More days pass after my shower panic attack. But after those days are up, I resurface.

I don’t resurface fully. It’s too strange, with my aunt and uncle moving through the house. Their voices echo off the high ceilings and their footsteps move down halls like they own the place. Nathan comes in and out, dropping onto the sofa on the other side of my room. He talks to me about vacations and drugs. We compare Narcan experiences. He orders me takeout and only makes the mistake of bringing it in styrofoam containers once. After that, it’s always on a real plate with real silverware.

On the fifth day, he asks me if I want to go out.

My body still aches, but it’s hard to tell if it aches more from constantly lying in bed or through the hellish beating of the six weeks in captivity.

“Yeah. I do.”

Nathan sits up. “Not to be a dick, but you should probably shower.”

He’s right. It’s been a few days between bathing.

An hour later, I come out of the bathroom looking like a poor imitation of my old self. I’ve blow-dried my hair, despite the protesting pain in my abdominal muscles, and pulled on a pair of skinny jeans and a black top that looks too baggy. Everything looks baggy. This is a situation I would have killed to be in during my high school years, and now it’s just another reminder that one way to become painfully thin is to be continually tortured for weeks on end.

Nathan waits at my bedroom door, furiously texting on his phone. My purse dangles from my fingertips.

“You’re in the way, Nate.”

He gives me a sidelong smile and shoves his phone into his jeans pocket. “I’m coming with you.”

“You really don’t have to.” Hedoeshave to. There’s no way I can get myself together enough to drive. But something in Nate’s expression makes me think this isn’t his idea.

“I do.” He stands up straight, squares his shoulders. It’s a weird look on him. In my house, we’ve always been casual with each other. “My parents don’t think you should go out on your own. It’s either me, them, or the bodyguard.” He laughs, and for a split second, it’s like none of this ever happened. “Joke—the bodyguard’s coming too, no matter who you pick.”

My stomach turns, but that’s because I’m hungry. Right? I haven’t been eating enough. I need something with calories. Something fresh.

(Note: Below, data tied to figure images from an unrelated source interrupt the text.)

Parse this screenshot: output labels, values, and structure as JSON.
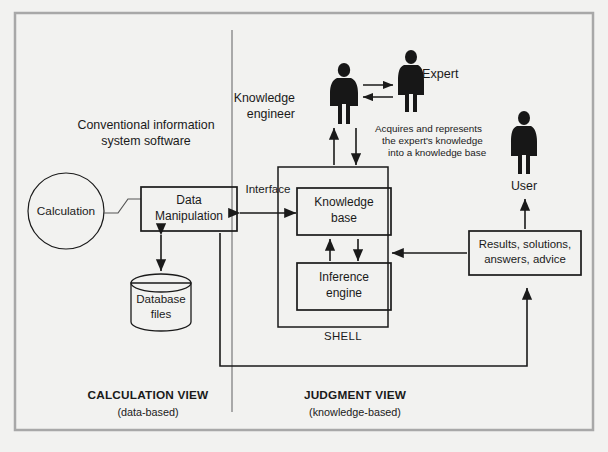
{
  "figure": {
    "background_color": "#f2f2f0",
    "frame_color": "#a8a8a8",
    "line_color": "#1a1a1a",
    "divider_color": "#8a8a8a"
  },
  "left_panel": {
    "caption_line1": "Conventional information",
    "caption_line2": "system software",
    "calculation_node": "Calculation",
    "data_manipulation_line1": "Data",
    "data_manipulation_line2": "Manipulation",
    "database_line1": "Database",
    "database_line2": "files"
  },
  "center": {
    "interface_label": "Interface"
  },
  "right_panel": {
    "knowledge_engineer_line1": "Knowledge",
    "knowledge_engineer_line2": "engineer",
    "expert_label": "Expert",
    "user_label": "User",
    "annotation_line1": "Acquires and represents",
    "annotation_line2": "the expert's knowledge",
    "annotation_line3": "into a knowledge base",
    "knowledge_base_line1": "Knowledge",
    "knowledge_base_line2": "base",
    "inference_engine_line1": "Inference",
    "inference_engine_line2": "engine",
    "shell_label": "SHELL",
    "results_line1": "Results, solutions,",
    "results_line2": "answers, advice"
  },
  "footer": {
    "left_title": "CALCULATION VIEW",
    "left_subtitle": "(data-based)",
    "right_title": "JUDGMENT VIEW",
    "right_subtitle": "(knowledge-based)"
  }
}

“Take me to get a smoothie. The bodyguard can follow along in another car.”

The first trip out, we run into Will outside the smoothie place. The bodyguard, a suited man whose name I don’t bother to learn, follows at a conspicuous distance. Will’s eyes light up when he sees me. He looks so damn good in the sunlight. He looks like he’sbeenin the sun, unlike me.

“Hey, Aves.” He brings me in for a careful, tentative hug, and I wish furiously that people didn’t feel the need to encase me in bubble wrap. “How are you doing? Are you taking care of her?” He directs this last question to Nathan.

“Scout’s honor.”

Hilarious. Nathan would never have been a Boy Scout. Not even on the threat of death.

“You okay?” Will looks down into my eyes and somewhere, deep down, down so far I can hardly touch it, a warm affection lights up. It’s so dim. So far. I feel like I could reach for it forever and still not get to it.He feels like a stranger to me.

“I’m out.” I give him a smile that hopefully disguises the fact that a few months ago I was in good enough shape to get fucked in a mausoleum, whereas now, I need to rest halfway before I can even make it to the smoothie place from Nathan’s car parked thirty feet away. “I’m doing fine.”

I’m not fine,I want to scream at him. I’m desperately lonely. I miss Rome. I’m afraid my family will somehow find the phone, and then I won’t be able to get to you if I need you. I won’t be able to get to anyone. I have to have a bodyguard with me everywhere I go, and every single person in my house is acting like I’m a child made of glass.

“Good.” Will reaches out and squeezes my hand. “Have this guy shoot me a message if you need anything, okay?”

Nathan stands stiffly by my side, hands in his pockets. “Sure. I’ll message you.”